They Thought Her Weight Caused the Miscarriages, So Her Husband and In-Laws Threw Her Out — Unaware…-hongtran

His reputation cracked in public.
His pride bled in private.
And for the first time, the shame he once handed to Nyla came home and sat beside him.
But the humiliation of that DNA test was only the beginning.
The next blow would not just shake Ivonne.
It would drop her to the floor.
Three days after the DNA test, the Grant house looked nothing like the place that once celebrated Sabrina.
No music. No loud laughter. No smug speeches from Ivonne.
Just silence.
Heavy silence—the kind that sits in corners and reminds everybody what happened.
Sabrina was gone. Rico was gone.
And the lies they left behind were still hanging in the air like smoke.
Terrence barely slept.
He sat awake at night staring at the same wall, replaying every moment—the announcement, the bragging, the way he threw Nyla out, the way he stood there while Ivonne called another woman real.
Now all of it was rotting inside him.
But Ivonne was taking it even worse.
She moved around the house like a woman trying to outrun embarrassment.
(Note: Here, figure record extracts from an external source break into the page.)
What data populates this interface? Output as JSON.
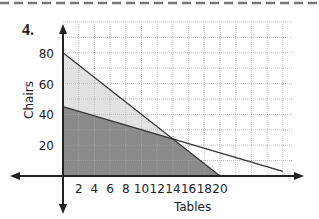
{
  "problem_number": "4.",
  "chart_data": {
    "type": "area",
    "title": "",
    "xlabel": "Tables",
    "ylabel": "Chairs",
    "xlim": [
      0,
      30
    ],
    "ylim": [
      0,
      100
    ],
    "x_ticks": [
      2,
      4,
      6,
      8,
      10,
      12,
      14,
      16,
      18,
      20
    ],
    "y_ticks": [
      20,
      40,
      60,
      80
    ],
    "grid": true,
    "lines": [
      {
        "name": "line1",
        "x": [
          0,
          20
        ],
        "y": [
          80,
          0
        ],
        "equation": "y = 80 - 4x"
      },
      {
        "name": "line2",
        "x": [
          0,
          28
        ],
        "y": [
          45,
          3
        ],
        "equation": "y = 45 - 1.5x"
      }
    ],
    "intersection": {
      "x": 14,
      "y": 24
    },
    "regions": [
      {
        "name": "light-shaded",
        "vertices": [
          [
            0,
            80
          ],
          [
            14,
            24
          ],
          [
            0,
            45
          ]
        ],
        "color": "#e2e2e2"
      },
      {
        "name": "dark-shaded",
        "vertices": [
          [
            0,
            0
          ],
          [
            0,
            45
          ],
          [
            14,
            24
          ],
          [
            20,
            0
          ]
        ],
        "color": "#8a8a8a"
      }
    ]
  }
}
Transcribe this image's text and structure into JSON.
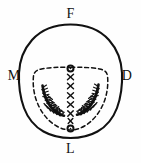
{
  "figure": {
    "type": "anatomical-line-diagram",
    "width": 141,
    "height": 163,
    "background_color": "#fefefe",
    "ink_color": "#111111"
  },
  "labels": {
    "top": "F",
    "left": "M",
    "right": "D",
    "bottom": "L"
  },
  "outline": {
    "name": "outer-contour",
    "style": "solid",
    "stroke_color": "#111111",
    "stroke_width": 2.1,
    "description": "closed egg-shaped outline, broad rounded dome at top, narrower flattened base at bottom"
  },
  "inner_boundary": {
    "name": "inner-dashed-contour",
    "style": "dashed",
    "stroke_color": "#111111",
    "stroke_width": 1.5,
    "dash_pattern": "4 3",
    "description": "closed dashed outline nested inside the solid contour, flat-topped with rounded lower half"
  },
  "midline_markers": {
    "description": "vertical column of markers along the figure midline from F toward L",
    "items": [
      {
        "symbol": "o",
        "kind": "circle-marker",
        "x": 70.5,
        "y": 68.5
      },
      {
        "symbol": "x",
        "kind": "cross-marker",
        "x": 70.5,
        "y": 77.0
      },
      {
        "symbol": "x",
        "kind": "cross-marker",
        "x": 70.5,
        "y": 86.0
      },
      {
        "symbol": "x",
        "kind": "cross-marker",
        "x": 70.5,
        "y": 95.5
      },
      {
        "symbol": "x",
        "kind": "cross-marker",
        "x": 70.5,
        "y": 104.5
      },
      {
        "symbol": "x",
        "kind": "cross-marker",
        "x": 70.5,
        "y": 113.5
      },
      {
        "symbol": "x",
        "kind": "cross-marker",
        "x": 70.5,
        "y": 121.0
      },
      {
        "symbol": "o",
        "kind": "circle-marker",
        "x": 70.5,
        "y": 128.5
      }
    ],
    "circle_count": 2,
    "cross_count": 6
  },
  "hatch_clusters": [
    {
      "name": "left-cluster",
      "side": "mesial",
      "description": "dense crescent-shaped stipple and hatch cluster curving down-and-inward",
      "center_x": 52,
      "center_y": 102
    },
    {
      "name": "right-cluster",
      "side": "distal",
      "description": "dense crescent-shaped stipple and hatch cluster curving down-and-inward",
      "center_x": 89,
      "center_y": 100
    }
  ]
}
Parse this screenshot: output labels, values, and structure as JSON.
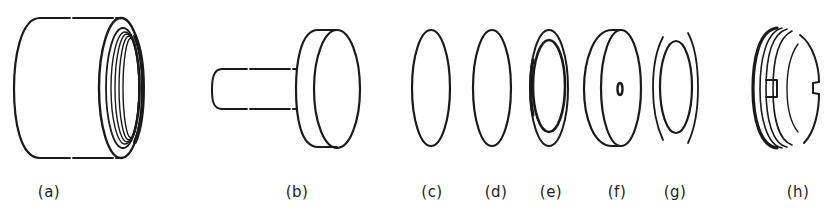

She snapped at everybody. She cursed Sabrina’s name. She cursed Rico’s name.
And when nobody was around, she even cursed Nyla’s name.
Because some people would rather blame the innocent than face themselves.
“She brought bad luck into this family,” Ivonne muttered one morning, pacing the kitchen.
Terrence looked up from the table, exhausted.
“Ma, stop,” he said. “This ain’t on Nyla.”
Ivonne froze.
Because that was the first time Terrence had said anything close to the truth.
But before that truth could go any further, karma arrived.

It happened that afternoon.
Ivonne was in the living room on the phone, loudly telling somebody that the whole situation had been a setup. She was angry. Her voice kept rising. Her breathing got faster.
Then suddenly, her words started slurring.
The phone slipped from her hand.
Her face twisted.
And before Terrence could reach her, Ivonne collapsed.
“Ma!” Terrence shouted.
He ran to her, panic taking over his whole body.
Ivonne tried to speak, but the words came out broken. Her right arm barely moved. One side of her mouth drooped.
Terrence’s chest tightened, because even he knew what it looked like.
Stroke.
The ambulance came fast—but not fast enough to stop the fear already flooding that house.
At the hospital, Terrence sat alone in the waiting area, knees bouncing, eyes red, hands trembling.
For the first time in a long time, nobody was there to clap for him. Nobody was there to tell him he was right.
Just him.
His choices.
And his consequences.
When the doctor finally came out, his face was serious.
“Your mother had a stroke,” he said. “She’s alive, but recovery may be difficult. She’ll need support, ongoing care, therapy, medication.”
Terrence nodded slowly, like each word was another bill landing on his back.
And that was only the beginning.
Once Ivonne came home, everything changed.
Terrence became her caretaker.

Not by choice.
By necessity.
He had to help her to the bathroom. Help her sit up. Help her eat when her hands shook too much.
The same man who once mocked Nyla’s tears was now changing adult diapers and sleeping in broken pieces.
And the bills—those piled up fast.
Medication. Doctor visits. Therapy sessions. Transport. Extra groceries.
Every week brought another payment.
Terrence started opening envelopes with dread. He started checking his account balance like a man staring at bad news.
And the family members who used to crowd that house when there was gossip and celebration?
They vanished.
Darnell came less and less. Kesha stopped checking in.